13 Card Francis: inculturation and universality, the challenges for the Church in Malaysia
Bishop Sebastian Fran-cis of Penang (Malaysia) is among the 21 new cardi-nals created by the pontiff on 30 September during a ceremony held in St Peter’s Square.
Speaking to AsiaNews, he said, “Pope Francis told me to concentrate and focus my mission on the inculturation of the faith” in his country, promoting the path of evange-lisation in the local culture and “work for the universality, not uniformity of the Church.”
In his view, “These fa-ctors are the starting points of my mission in a new context, but always linked to the direction indicated by the pope, which we must follow.”
Card Francis was born on 11 November 1951 in what was then the Feder-ation of Malaya, the son of migrant pare-nts from Kerala (India).
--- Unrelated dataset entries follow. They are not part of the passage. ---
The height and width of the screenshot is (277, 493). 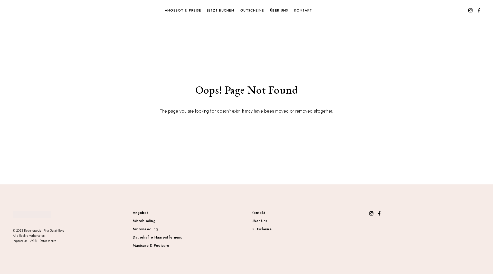 What do you see at coordinates (189, 237) in the screenshot?
I see `Dauerhafte Haarentfernung` at bounding box center [189, 237].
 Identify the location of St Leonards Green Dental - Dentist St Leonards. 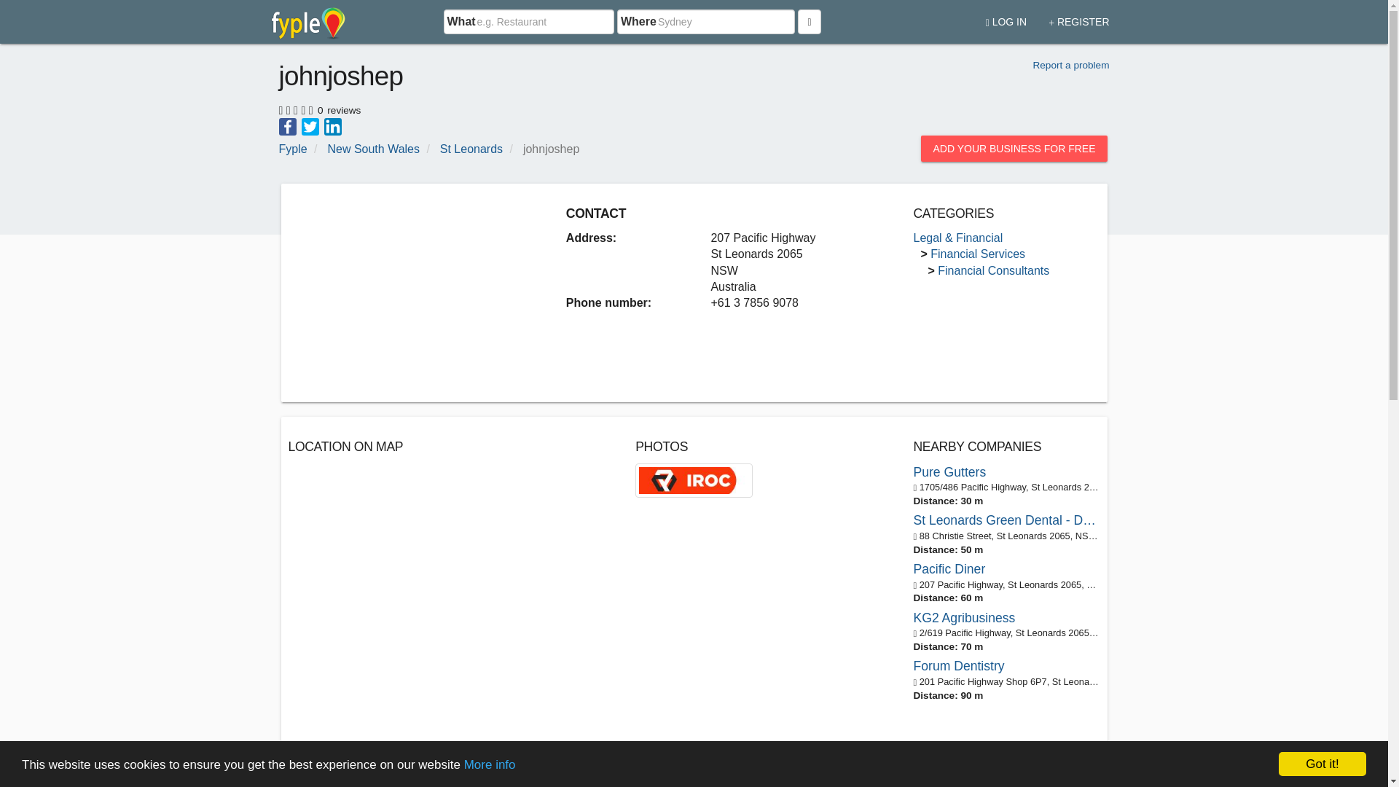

Appointed as bishop of Penang in 2011, he is the second Malaysian in the country’s history to become cardinal after Archbishop Anthony Soter Fernandez of Kuala Lumpur, a former bishop of Penang (1977-1983) who passed away in 2020 at the age of 88.
About a hundred people – members of his family, priests and nuns, as well as people from his diocese and the capital – travelled to Rome to attend the ceremony that saw him elevated to the rank of cardinal.
With respect to evangelisation, the cardinal explained, “both Malaysia and the Asian continent as a whole are still young,” with a low average age and a youthful population in several countries.
Dynamics of obedience, dissent within Chinese society
Since the commencement of the treated radioactive water release from the Fukushima nuclear power plant into the sea in late August, an unsettling surge of over 400,000 nuisance calls has flooded the Japanese embassy in Beijing.
This disturbing influx of harassing calls appears to be fuelled by an escalating anti-Japan sentiment in China, whether born out of a concerning lack of scientific understanding regarding the nature of the discharged water or, in some cases, driven by a deliberate malicious intent to disparage Japan.
On Aug. 25, a mere day after the ocean discharge began, the daily influx of harassing calls peaked at more than 40,000, persisting at around 10,000 in recent days.
The Japanese government has pleaded with China to address the issue, emphasizing the obstruction these calls cause to the embassy’s operations, yet the situation remains unresolved.
China’s stance opposing Japan’s ocean discharge is based on calling the water “nuclear-contaminated,” demanding an immediate halt without substantial scientific backing.